AI agents invoke playwright_drag to trigger actions in RunAutomation MCP Server. What it does depends on the arguments the agent supplies, and its effects often reach beyond the immediate call — builds kicked off, notifications sent, workflows started.
Dragging elements is a browser automation action that executes UI interactions. It can reorder items, move files, or trigger side effects depending on the target application, placing it firmly in the Execute category. Misuse could rearrange UI elements or trigger unintended application behaviors.
From the tool's definition "Drag an element to a target location" — triggers a browser interaction (drag-and-drop) that manipulates UI state in a running browser session
Documented attack patterns abuse exactly the kind of access playwright_drag gives an agent:
PolicyLayer is an MCP gateway — it sits between your AI agents and RunAutomation MCP Server, and nothing reaches the server without passing your rules. This is the rule we recommend for playwright_drag:
{
"version": "1",
"default": "deny",
"tools": {
"playwright_drag": {
"limits": [
{
"counter": "playwright_drag_rate",
"window": "minute",
"max": 10,
"scope": "grant"
}
]
}
}
} playwright_drag stays usable, but rate-capped — a runaway agent can't fire it dozens of times a minute. Everything else on the server is denied unless you say otherwise.
Free to start. No card required.
Drag an element to a target location. It is categorised as a Execute tool in the RunAutomation MCP Server MCP Server, which means it can trigger actions or run processes. Use rate limits and argument validation.
Register the RunAutomation MCP Server MCP server in PolicyLayer and add a rule for playwright_drag: allow, deny, rate-limit, or require approval. Point your MCP client at the PolicyLayer proxy URL and the rule is enforced on every call, before it reaches RunAutomation MCP Server. Nothing to install.
playwright_drag is a Execute tool with high risk. Execute tools should be rate-limited and have argument validation enabled.
Yes. Add a rate_limit block to the playwright_drag rule in your PolicyLayer policy. For example, setting max: 10 and window: 60 limits the tool to 10 calls per minute. Rate limits are tracked per agent session and reset automatically.
Set action: deny in the PolicyLayer policy for playwright_drag. The AI agent will receive a policy violation error and cannot call the tool. You can also include a reason field to explain why the tool is blocked.
playwright_drag is provided by the RunAutomation MCP Server MCP server (tayyabakmal1/runautomation-mcpserver). PolicyLayer sits as a proxy in front of this server to enforce policies before tool calls reach the server.
Start from RunAutomation MCP Server, add the rest of your stack, and see everything your agents can call. Then put policy on all of it.
Free to start. No card required.
91 RunAutomation MCP Server tools catalogued and risk-classified — across an index of 43,000+ MCP servers.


Your task: Your response should be every line from the entries that includes the string "JSON".

Data under study:
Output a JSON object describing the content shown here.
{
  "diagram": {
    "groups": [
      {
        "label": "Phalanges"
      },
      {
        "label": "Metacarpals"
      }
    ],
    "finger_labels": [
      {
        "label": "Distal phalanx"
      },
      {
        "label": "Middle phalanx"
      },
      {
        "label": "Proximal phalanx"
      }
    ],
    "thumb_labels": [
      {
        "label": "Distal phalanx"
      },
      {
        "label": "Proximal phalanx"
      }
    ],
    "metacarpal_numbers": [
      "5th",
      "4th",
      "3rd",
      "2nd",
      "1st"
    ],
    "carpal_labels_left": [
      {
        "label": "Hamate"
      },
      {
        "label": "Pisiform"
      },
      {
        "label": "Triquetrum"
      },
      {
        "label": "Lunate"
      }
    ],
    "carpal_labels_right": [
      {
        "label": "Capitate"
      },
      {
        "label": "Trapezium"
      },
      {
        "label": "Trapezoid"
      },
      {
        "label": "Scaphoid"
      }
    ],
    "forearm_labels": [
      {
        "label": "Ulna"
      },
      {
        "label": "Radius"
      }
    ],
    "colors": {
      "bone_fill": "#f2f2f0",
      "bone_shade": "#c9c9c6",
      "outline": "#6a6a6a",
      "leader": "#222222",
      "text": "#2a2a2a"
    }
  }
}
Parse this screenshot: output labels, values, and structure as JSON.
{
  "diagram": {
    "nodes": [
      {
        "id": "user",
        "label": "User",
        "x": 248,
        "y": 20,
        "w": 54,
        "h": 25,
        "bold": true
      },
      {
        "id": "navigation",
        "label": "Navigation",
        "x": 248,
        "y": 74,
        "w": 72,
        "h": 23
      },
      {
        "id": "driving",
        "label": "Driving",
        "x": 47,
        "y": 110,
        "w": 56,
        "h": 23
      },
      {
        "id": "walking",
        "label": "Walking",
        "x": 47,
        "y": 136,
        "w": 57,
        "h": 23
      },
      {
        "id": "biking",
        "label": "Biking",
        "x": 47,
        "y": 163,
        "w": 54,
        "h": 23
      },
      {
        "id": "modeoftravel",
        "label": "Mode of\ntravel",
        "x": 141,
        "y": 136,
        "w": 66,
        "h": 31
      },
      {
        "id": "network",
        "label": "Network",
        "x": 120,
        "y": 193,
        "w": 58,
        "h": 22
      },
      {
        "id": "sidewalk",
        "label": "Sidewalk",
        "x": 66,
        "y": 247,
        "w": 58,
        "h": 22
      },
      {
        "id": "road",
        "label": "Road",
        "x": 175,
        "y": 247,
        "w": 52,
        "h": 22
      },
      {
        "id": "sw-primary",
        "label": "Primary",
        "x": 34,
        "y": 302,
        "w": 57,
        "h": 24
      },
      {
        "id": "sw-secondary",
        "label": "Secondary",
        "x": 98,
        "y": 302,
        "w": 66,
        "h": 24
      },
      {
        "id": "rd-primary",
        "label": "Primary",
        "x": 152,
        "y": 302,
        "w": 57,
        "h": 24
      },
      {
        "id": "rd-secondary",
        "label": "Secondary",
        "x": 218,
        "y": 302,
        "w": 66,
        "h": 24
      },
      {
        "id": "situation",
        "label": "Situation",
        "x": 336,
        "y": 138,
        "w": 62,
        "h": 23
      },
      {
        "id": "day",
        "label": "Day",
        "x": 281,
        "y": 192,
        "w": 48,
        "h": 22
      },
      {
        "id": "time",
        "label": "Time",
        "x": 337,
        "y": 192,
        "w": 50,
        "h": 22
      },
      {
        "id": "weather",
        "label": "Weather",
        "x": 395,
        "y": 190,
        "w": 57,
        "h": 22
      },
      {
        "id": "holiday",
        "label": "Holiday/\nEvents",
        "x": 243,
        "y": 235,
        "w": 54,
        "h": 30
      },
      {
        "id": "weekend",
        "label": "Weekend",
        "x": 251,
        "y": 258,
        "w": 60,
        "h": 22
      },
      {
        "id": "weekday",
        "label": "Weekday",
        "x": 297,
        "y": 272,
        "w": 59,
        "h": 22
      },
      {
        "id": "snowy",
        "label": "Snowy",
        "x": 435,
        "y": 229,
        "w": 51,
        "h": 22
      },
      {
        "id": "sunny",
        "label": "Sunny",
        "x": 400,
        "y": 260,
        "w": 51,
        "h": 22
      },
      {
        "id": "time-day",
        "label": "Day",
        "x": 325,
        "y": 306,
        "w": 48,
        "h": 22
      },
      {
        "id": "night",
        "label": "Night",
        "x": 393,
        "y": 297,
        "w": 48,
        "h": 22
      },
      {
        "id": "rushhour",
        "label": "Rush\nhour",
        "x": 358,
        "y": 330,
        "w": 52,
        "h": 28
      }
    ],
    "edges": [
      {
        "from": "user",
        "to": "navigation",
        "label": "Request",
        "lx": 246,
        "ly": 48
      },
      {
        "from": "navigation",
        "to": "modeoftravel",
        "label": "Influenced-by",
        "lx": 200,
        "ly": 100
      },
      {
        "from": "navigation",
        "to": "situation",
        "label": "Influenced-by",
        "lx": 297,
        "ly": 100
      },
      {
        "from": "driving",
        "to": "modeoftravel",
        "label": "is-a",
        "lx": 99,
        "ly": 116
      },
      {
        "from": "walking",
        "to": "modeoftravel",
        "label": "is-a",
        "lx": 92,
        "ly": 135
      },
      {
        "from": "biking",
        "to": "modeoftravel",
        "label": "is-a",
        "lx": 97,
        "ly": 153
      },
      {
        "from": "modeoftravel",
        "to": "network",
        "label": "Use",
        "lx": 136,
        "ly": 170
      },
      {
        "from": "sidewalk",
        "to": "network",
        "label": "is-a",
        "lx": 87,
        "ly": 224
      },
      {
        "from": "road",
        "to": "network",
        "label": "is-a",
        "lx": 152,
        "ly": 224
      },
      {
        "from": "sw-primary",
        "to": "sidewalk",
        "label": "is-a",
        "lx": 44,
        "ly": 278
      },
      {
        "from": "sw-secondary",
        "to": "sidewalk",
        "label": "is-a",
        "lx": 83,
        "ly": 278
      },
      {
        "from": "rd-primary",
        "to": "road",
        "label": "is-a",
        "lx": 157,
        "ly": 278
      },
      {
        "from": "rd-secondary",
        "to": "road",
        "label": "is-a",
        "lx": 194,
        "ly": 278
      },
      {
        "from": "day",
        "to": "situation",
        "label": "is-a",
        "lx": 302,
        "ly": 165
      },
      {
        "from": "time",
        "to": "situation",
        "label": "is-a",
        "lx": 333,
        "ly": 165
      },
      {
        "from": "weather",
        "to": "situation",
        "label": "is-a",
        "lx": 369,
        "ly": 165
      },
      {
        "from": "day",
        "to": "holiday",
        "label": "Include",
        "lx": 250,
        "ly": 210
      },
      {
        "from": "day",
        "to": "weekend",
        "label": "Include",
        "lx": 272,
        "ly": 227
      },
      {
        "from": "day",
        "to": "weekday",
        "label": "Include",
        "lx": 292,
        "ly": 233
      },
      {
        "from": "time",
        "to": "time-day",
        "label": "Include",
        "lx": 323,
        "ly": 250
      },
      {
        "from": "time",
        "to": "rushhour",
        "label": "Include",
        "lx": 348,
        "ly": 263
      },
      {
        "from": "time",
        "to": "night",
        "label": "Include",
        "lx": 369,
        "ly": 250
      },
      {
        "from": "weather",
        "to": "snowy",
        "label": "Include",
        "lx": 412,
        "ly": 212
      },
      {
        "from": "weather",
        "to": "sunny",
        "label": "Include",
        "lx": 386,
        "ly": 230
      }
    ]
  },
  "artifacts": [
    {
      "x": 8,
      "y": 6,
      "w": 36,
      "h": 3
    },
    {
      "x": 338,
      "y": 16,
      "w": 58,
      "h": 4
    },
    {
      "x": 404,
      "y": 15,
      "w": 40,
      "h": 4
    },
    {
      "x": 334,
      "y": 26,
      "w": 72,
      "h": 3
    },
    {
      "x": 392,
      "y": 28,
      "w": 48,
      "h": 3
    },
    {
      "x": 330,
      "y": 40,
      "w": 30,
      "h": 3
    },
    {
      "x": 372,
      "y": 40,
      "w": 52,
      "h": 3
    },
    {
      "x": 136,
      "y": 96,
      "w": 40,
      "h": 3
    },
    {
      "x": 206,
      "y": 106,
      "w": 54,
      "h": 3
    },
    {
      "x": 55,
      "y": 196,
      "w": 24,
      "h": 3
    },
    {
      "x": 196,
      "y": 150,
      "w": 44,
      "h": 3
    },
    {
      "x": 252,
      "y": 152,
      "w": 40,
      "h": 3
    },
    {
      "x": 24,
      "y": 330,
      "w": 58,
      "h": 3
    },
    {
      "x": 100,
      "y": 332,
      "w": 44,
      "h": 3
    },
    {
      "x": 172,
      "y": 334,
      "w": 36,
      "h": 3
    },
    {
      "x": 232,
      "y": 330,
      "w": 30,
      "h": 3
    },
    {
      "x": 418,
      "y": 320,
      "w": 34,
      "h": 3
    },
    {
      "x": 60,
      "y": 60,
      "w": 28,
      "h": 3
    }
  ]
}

Written response:
Output a JSON object describing the content shown here.
Parse this screenshot: output labels, values, and structure as JSON.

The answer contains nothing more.